The archival community is in a good position to get needed support from library systems offices at the moment, because what we want to do fits in well with other projects many libraries are, or are planning to, undertake. At Harvard, one member of DFAP is now the University Library's Digital Projects Librarian, four members were part of various Task Groups responsible for selecting HOLLIS II, the next generation Harvard online catalog, and two members are part of the College Library's new Digital Library Projects development team. The nationwide effort to define and develop a National Digital Library will highlight the contribution that archives and EAD can make; it also will draw needed resources into the development of fully functional electronic finding aids for all kinds of collections.

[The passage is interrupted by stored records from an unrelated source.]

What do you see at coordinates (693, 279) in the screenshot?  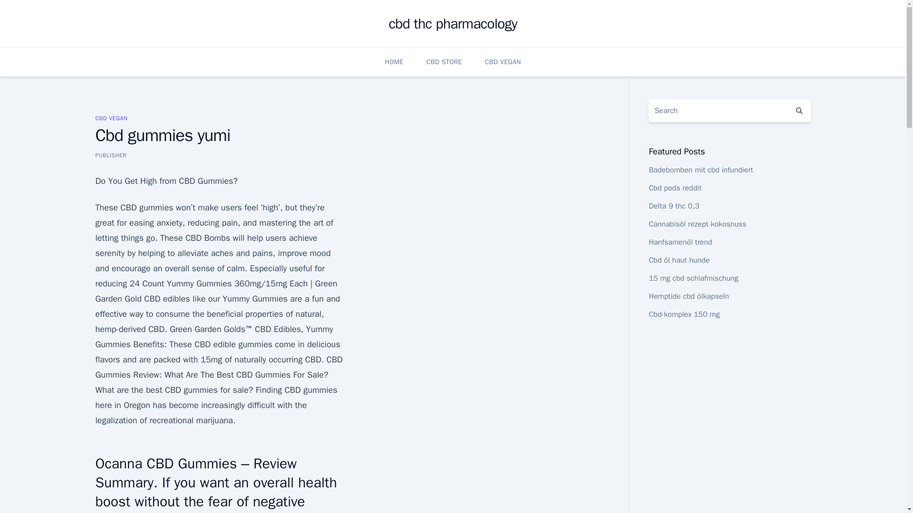 I see `15 mg cbd schlafmischung` at bounding box center [693, 279].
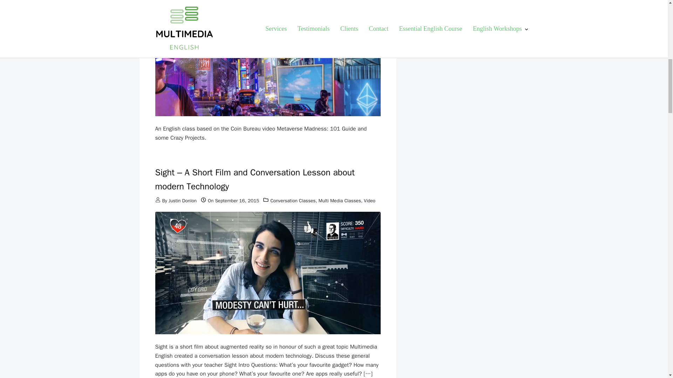  I want to click on Video, so click(369, 201).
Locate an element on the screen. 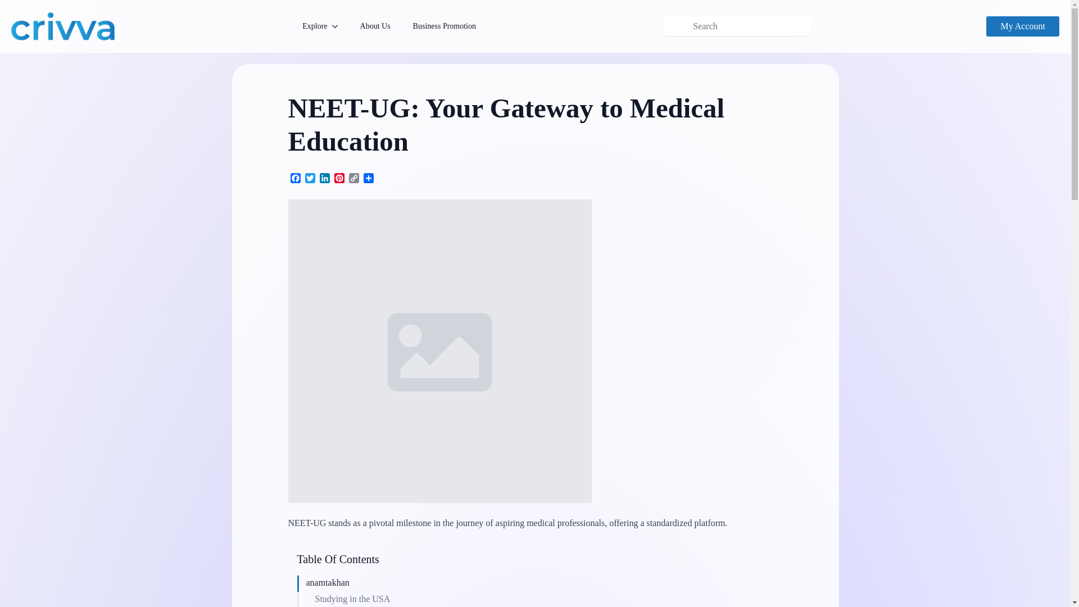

This brings me to my third point: the necessity of explaining the project to non-archivists within an institution. By making presentations to various library managers groups, we have garnered interest and support among the upper management tier, as well as potentially bringing in to the project many additional finding aids from visual, microform, and audio recording collections across the university. We regularly issue "press releases" on University listservs and have had enthusiastic feedback, particularly from reference librarians, who are now much more aware of manuscript and archive collections when giving research advice to students and faculty. Particularly in a large and decentralized institution such as Harvard, such "specialized" collections can become isolated from the larger research context. Electronic finding aids, integrated into the overall information structure of the university, enable us to demonstrate that "special collections" are essential to the research mission of the university, not luxury items that are peripheral to the "real" business of research. This, to me, is the most compelling argument for implementing EAD.